Abstract

To increase personal saving and investment and to promote tax neutrality among various investment vehicles, the tax treatment of capital gains unrealized by shareholders should be modified. The current practice of forcing distributions of capital gains to mutual fund shareholders should be changed. Until the shareholder realizes a capital gain through the sale of an asset, no tax liability should incur. With respect to regulated investment companies, the realization point that triggers a capital gains tax liability should be moved from the corporate level down to the individual shareholder level.

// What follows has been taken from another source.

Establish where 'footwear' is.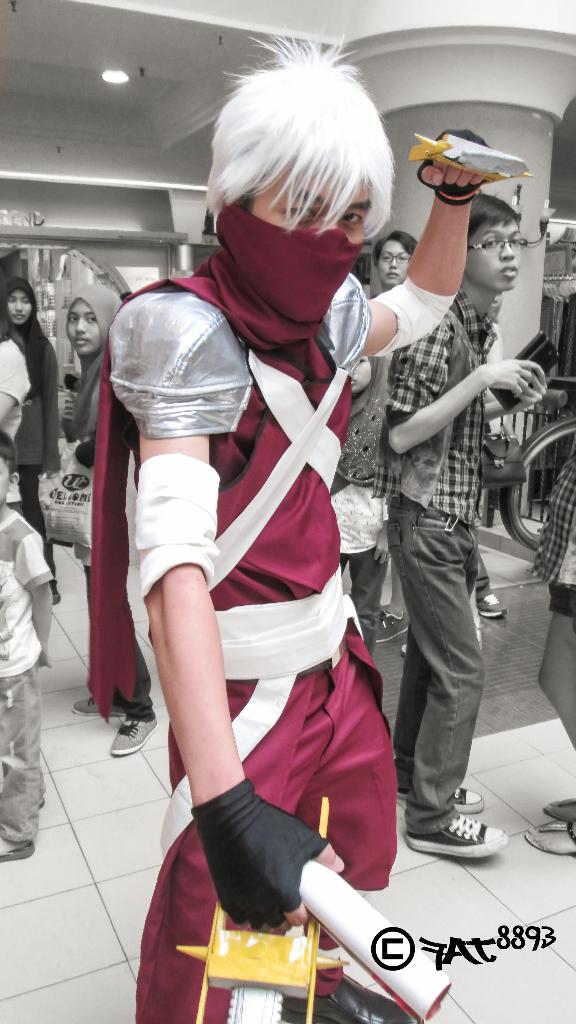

Since mutual funds are a popular vehicle for saving and investment of middle-income households, this tax reform would greatly increase the incentives for these people to invest and save for their future by increasing their pre liquidation rate of return. The current tax treatment of mutual funds causes the average mutual fund investor to lose between 10 percent and 20 percent a year of their pre-liquidation rate of return. On a $10,000 investment earning a 10 percent annual rate of return, a 2.3 percentage point reduction in the pre-liquidation rate of return would cost a mutual fund investor almost $82,000 over a 30 year period - on a $26,000 investment a mutual fund investor would forego approximately $213,000 over a 30 year period. A change in the tax treatment of mutual funds would have a beneficial impact on all owners of mutual funds, but the benefits would primarily help those making less than $100,000 a year, with 43% of households owning mutual funds earning less than $50,000 a year.